Other than AI, the word that we at MDM have seen and heard most spoken across the distribution landscape since the start of 2024 is some form of softness/softening/softened. This is, of course, in regards to market demand for a wide range of industrial, commercial and building supply markets. Distributors just aren’t seeing the sales volumes that they did during bumper revenue years of 2022 and 2023 which were buoyed by inflated prices.
And while prices haven’t come down since, demand has.
In the latest quarterly earnings reporting cycle for publicly traded firms, nearly every major distributor’s financial release mentioned the current softened market demand that has led to modest year-over-year sales growth or declines during the January-March period
As detailed in MDM’s 1Q24 MarketPulse report stemming from our Baird-MDM Distribution Survey in early April, the vast majority of the wholesale trade sector expects current conditions to persist throughout 2Q24. The industry still voices optimism about an upswing in market conditions in the second half of the year, but leading economic indicators suggest that things may stay soft longer than anyone would like.
To cite a handful:
- The monthly ISM manufacturing PMI reverted below breakeven during April to 49.2% as its pricing index reached its highest mark in 2 years and its index for production fell by 3.3 percentage points.
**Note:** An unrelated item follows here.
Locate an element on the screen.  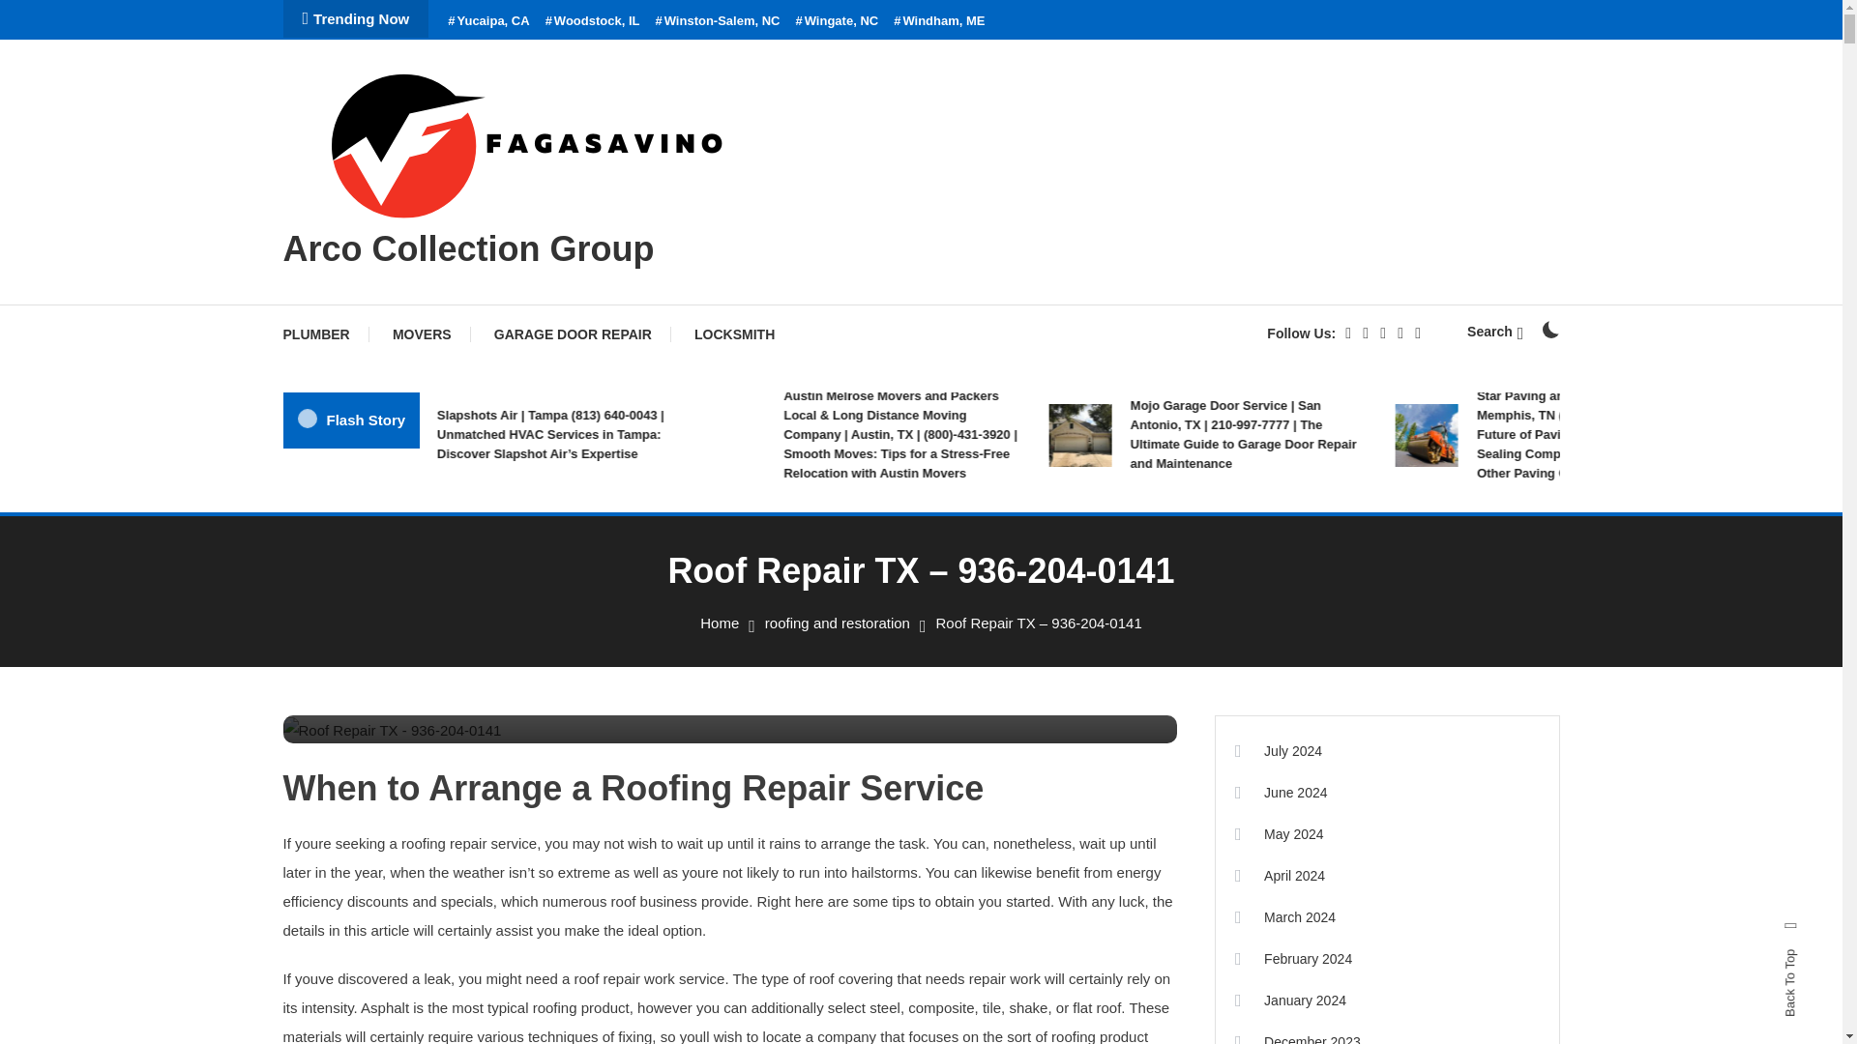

- U.S. industrial production stalled in April, narrowly missing expectations as factory production fell 0.3% month-to-month.
- March U.S. construction spending was down 0.2% year-over-year from February’s flat mark.
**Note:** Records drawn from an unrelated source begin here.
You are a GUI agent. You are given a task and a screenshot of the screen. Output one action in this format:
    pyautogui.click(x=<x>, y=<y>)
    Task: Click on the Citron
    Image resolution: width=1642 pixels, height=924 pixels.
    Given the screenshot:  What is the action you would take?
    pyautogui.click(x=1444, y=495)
- U.S. real GDP growth slowed to 1.6% during 1Q24 — far short of consensus forecasts
- U.S. labor costs accelerated during 1Q24 at their fastest pace in a year and a half
- U.S. consumer confidence deteriorated during April for a third straight month
These various indicators led the U.S. Federal Reserve to leave its benchmark interest rate unchanged at its 23-year-high mark of 5.25-5.5%. The nation has long awaited the Fed to issue cuts to that rate, but until those economic indicators give them good reason to, it will continue to push out.
All that said, distributors aren’t panicking. Market sentiment at industry events we attended during April remained upbeat as executives are eyeing better revenues and margins during 2024’s back half and an even better 2025.
Execs can help position themselves for whenever their market demand turns better by attending MDM’s Distribution Sales Summit, to be held virtually on July 10. This FREE one-day conference will present the latest industry research and peer experience to how customers are changing; what agile sales teams are doing differently; and the strategies and tools that top performers are using to thrive in today’s sales landscape. Register at mdm.com/sales_summit/.
MDM Premium subscribers can download our April Premium Monthly edition here – now with a fresh new look!